In 1982, Alain Aspect conducted a similar experiment in Paris, using high-speed switches to move the light beams from one path to another, testing polarization 10 billion times every second, eliminating light-speed effects. The results still came in the same. Herbert's conclusion: The world contains non-local effects.

What does "non-local" mean? The effect pays no attention to space at all; the locations of its targets have no relevance for it, hence "non-local." Given the tight relation between space and time in special relativity (a theory as well-tested as quantum), non-local effects are also presumably non-temporal as well; it could act backward in time.

According to Herbert, a non-local effect acts instantaneously, apparently without crossing the intervening space, and without any diminishment with distance. "Instantaneously" because the twin photons can pass through the filters simultaneously and still be correlated. "Without crossing space" because the prediction does not imply any particle or field moving from one filter to the other. "Without diminishment" because the filters can be inches or light-centuries apart and the matching rate is unaffected.

Herbert also points out that, even should quantum mechanics fail and join the crystalline spheres, phlogiston, and the luminiferous ether in the ranks of obsolete theories, reality will still be non-local. The experimental results are still there and are still incompatible with local versions of QM or local anything.

Quantum Interpretation and Non-Locality

Given that the world includes non-local effects, what does this mean for the eight propositions in quantum mechanics listed by Herbert and summarized at the beginning of this page?

It does not give grounds for rejected any of them, alas. However, it puts constraints on how you develop any of them.

1: Copenhagen, Part I – There is no deep reality.
2: Copenhagen, Part II – Observation creates reality.

The standard criticism of this theory is the sharp division it puts between the microcosm of quantum and the macrocosm of everyday life, when it is, after all, a single world. To this, Bell's Theorem adds the constraint that, when the world reacts to the touch of an observation, it reacts non-locally. The darkening of a spot on a photographic plate here may cause the collapse of a wave function in the Andromeda galaxy.

1: Copenhagen, Part I – There is no deep reality.
7: Radical Copenhagen – Consciousness creates reality.

The standard criticism of this theory is that it gives an unnervingly central position to consciousness. To this, Bell's Theorem adds that the power of consciousness is non-local. A glance at a photographic plate here may cause the collapse of a wave function in the Andromeda galaxy.

3: Holistic – Reality is an undivided wholeness.

Bell's Theorem is quite friendly to this position. It supplies a possible mechanism by which all the parts of reality can be bound into that wholeness.

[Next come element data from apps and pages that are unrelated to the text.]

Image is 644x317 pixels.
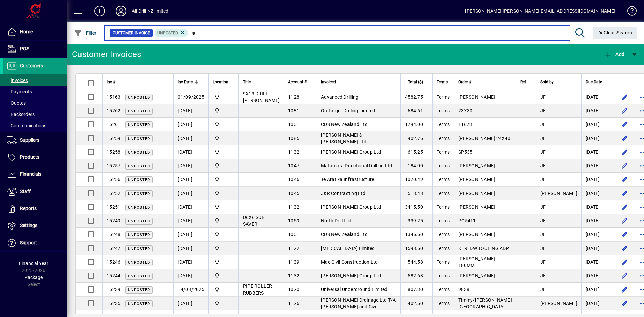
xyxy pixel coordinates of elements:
[212,78,235,86] div: Location
[619,133,630,144] button: Edit
[540,163,546,168] span: JF
[401,118,432,132] td: 1794.00
[128,233,150,237] span: Unposted
[458,122,472,127] span: 11673
[158,31,178,35] span: Unposted
[540,108,546,114] span: JF
[4,166,67,183] a: Financials
[437,94,450,100] span: Terms
[107,204,121,210] span: 15251
[20,240,37,245] span: Support
[128,191,150,196] span: Unposted
[288,191,299,196] span: 1045
[401,228,432,242] td: 1345.50
[321,232,368,237] span: CDS New Zealand Ltd
[585,78,602,86] span: Due Date
[173,104,208,118] td: [DATE]
[585,78,608,86] div: Due Date
[619,202,630,213] button: Edit
[7,77,28,83] span: Invoices
[128,164,150,168] span: Unposted
[4,183,67,200] a: Staff
[540,301,578,306] span: [PERSON_NAME]
[401,269,432,283] td: 582.68
[540,218,546,223] span: JF
[4,120,67,132] a: Communications
[437,191,450,196] span: Terms
[4,149,67,166] a: Products
[401,159,432,173] td: 184.00
[321,149,381,155] span: [PERSON_NAME] Group Ltd
[110,5,132,17] button: Profile
[107,78,153,86] div: Inv #
[288,246,299,251] span: 1122
[212,299,235,307] span: All Drill NZ Limited
[173,187,208,200] td: [DATE]
[458,273,495,278] span: [PERSON_NAME]
[128,288,150,292] span: Unposted
[401,242,432,255] td: 1598.50
[288,260,299,265] span: 1139
[107,273,121,278] span: 15244
[540,246,546,251] span: JF
[437,301,450,306] span: Terms
[288,149,299,155] span: 1132
[458,191,495,196] span: [PERSON_NAME]
[619,188,630,199] button: Edit
[581,255,612,269] td: [DATE]
[288,273,299,278] span: 1132
[540,273,546,278] span: JF
[520,78,526,86] span: Ref
[581,173,612,187] td: [DATE]
[128,247,150,251] span: Unposted
[212,162,235,170] span: All Drill NZ Limited
[321,78,397,86] div: Invoiced
[321,122,368,127] span: CDS New Zealand Ltd
[321,246,375,251] span: [MEDICAL_DATA] Limited
[173,296,208,310] td: [DATE]
[212,78,228,86] span: Location
[622,1,636,23] a: Knowledge Base
[619,271,630,281] button: Edit
[212,107,235,115] span: All Drill NZ Limited
[4,97,67,109] a: Quotes
[540,260,546,265] span: JF
[288,122,299,127] span: 1001
[540,232,546,237] span: JF
[401,255,432,269] td: 544.58
[619,106,630,116] button: Edit
[321,218,351,223] span: North Drill Ltd
[20,137,39,142] span: Suppliers
[4,217,67,234] a: Settings
[288,232,299,237] span: 1001
[243,215,265,227] span: D6X6 SUB SAVER
[437,218,450,223] span: Terms
[128,260,150,265] span: Unposted
[458,218,476,223] span: PO5411
[458,108,473,114] span: 23X30
[212,135,235,142] span: All Drill NZ Limited
[178,78,204,86] div: Inv Date
[173,255,208,269] td: [DATE]
[107,301,121,306] span: 15235
[619,174,630,185] button: Edit
[243,284,272,296] span: PIPE ROLLER RUBBERS
[458,246,509,251] span: KERI DW TOOLING ADP
[321,94,359,100] span: Advanced Drilling
[128,205,150,210] span: Unposted
[321,177,374,182] span: Te Aratika Infrastructure
[581,200,612,214] td: [DATE]
[25,275,43,280] span: Package
[401,146,432,159] td: 615.25
[173,173,208,187] td: [DATE]
[619,243,630,254] button: Edit
[321,297,396,309] span: [PERSON_NAME] Drainage Ltd T/A [PERSON_NAME] and Civil
[619,257,630,267] button: Edit
[7,112,34,117] span: Backorders
[321,132,366,144] span: [PERSON_NAME] & [PERSON_NAME] Ltd
[20,63,43,68] span: Customers
[437,204,450,210] span: Terms
[401,173,432,187] td: 1070.49
[581,214,612,228] td: [DATE]
[540,149,546,155] span: JF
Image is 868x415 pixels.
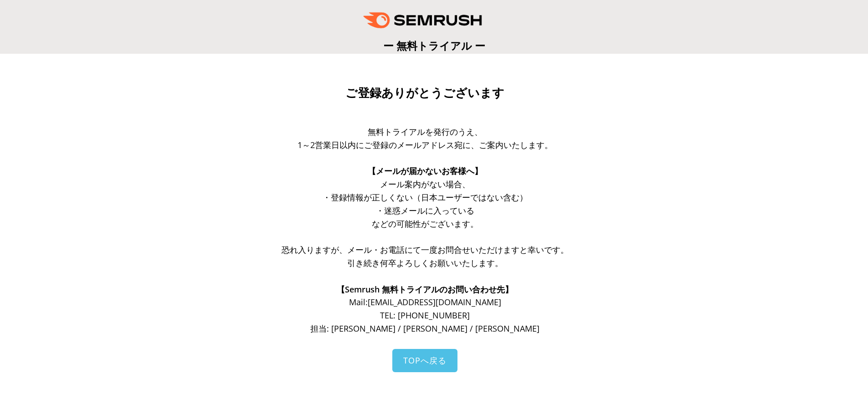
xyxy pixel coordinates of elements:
[310,323,539,334] span: 担当: [PERSON_NAME] / [PERSON_NAME] / [PERSON_NAME]
[349,297,501,308] span: Mail: [EMAIL_ADDRESS][DOMAIN_NAME]
[372,218,479,229] span: などの可能性がございます。
[368,126,483,137] span: 無料トライアルを発行のうえ、
[384,38,486,53] span: ー 無料トライアル ー
[345,86,505,100] span: ご登録ありがとうございます
[393,349,458,372] a: TOPへ戻る
[337,284,514,295] span: 【Semrush 無料トライアルのお問い合わせ先】
[380,178,470,189] span: メール案内がない場合、
[298,140,553,151] span: 1～2営業日以内にご登録のメールアドレス宛に、ご案内いたします。
[368,165,483,176] span: 【メールが届かないお客様へ】
[323,192,528,203] span: ・登録情報が正しくない（日本ユーザーではない含む）
[380,310,470,321] span: TEL: [PHONE_NUMBER]
[376,205,475,216] span: ・迷惑メールに入っている
[404,355,447,366] span: TOPへ戻る
[347,257,503,268] span: 引き続き何卒よろしくお願いいたします。
[282,244,569,255] span: 恐れ入りますが、メール・お電話にて一度お問合せいただけますと幸いです。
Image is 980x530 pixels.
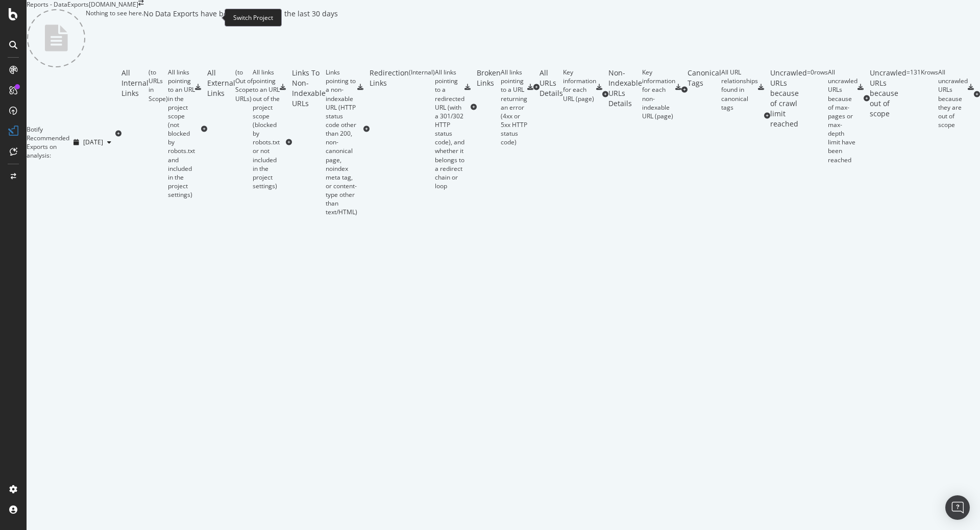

4: Many Worlds – Reality is a growing array of parallel worlds.

Bell's Theorem makes hardly any difference to this position. It was already non-local. A choice between one outcome or another here on Earth splits the whole universe, so suddenly there are parallel versions of every remotest galaxy.

5: Quantum Logic – Reality obeys an unfamiliar, non-Boolean logic

Well, this one already advertised itself as strange. It only need make sure that the strangeness includes non-locality.

6: Neo-realism – The world is made of "ordinary" objects.

These objects are "ordinary" in the sense that they are there whether anyone looks at them or not. The standard objection to this theory was that it required faster-than-light effects, but non-local effects are necessarily faster than light, so non-locality removes the standard objection to this interpretation.

8: Potentia – The world consists of two classes, potential and actual.

Bell's Theorem tells us something about the potentia, if they exist; they are non-local, capable of stretching themselves across the universe, so to speak, and rippling back and forth through time.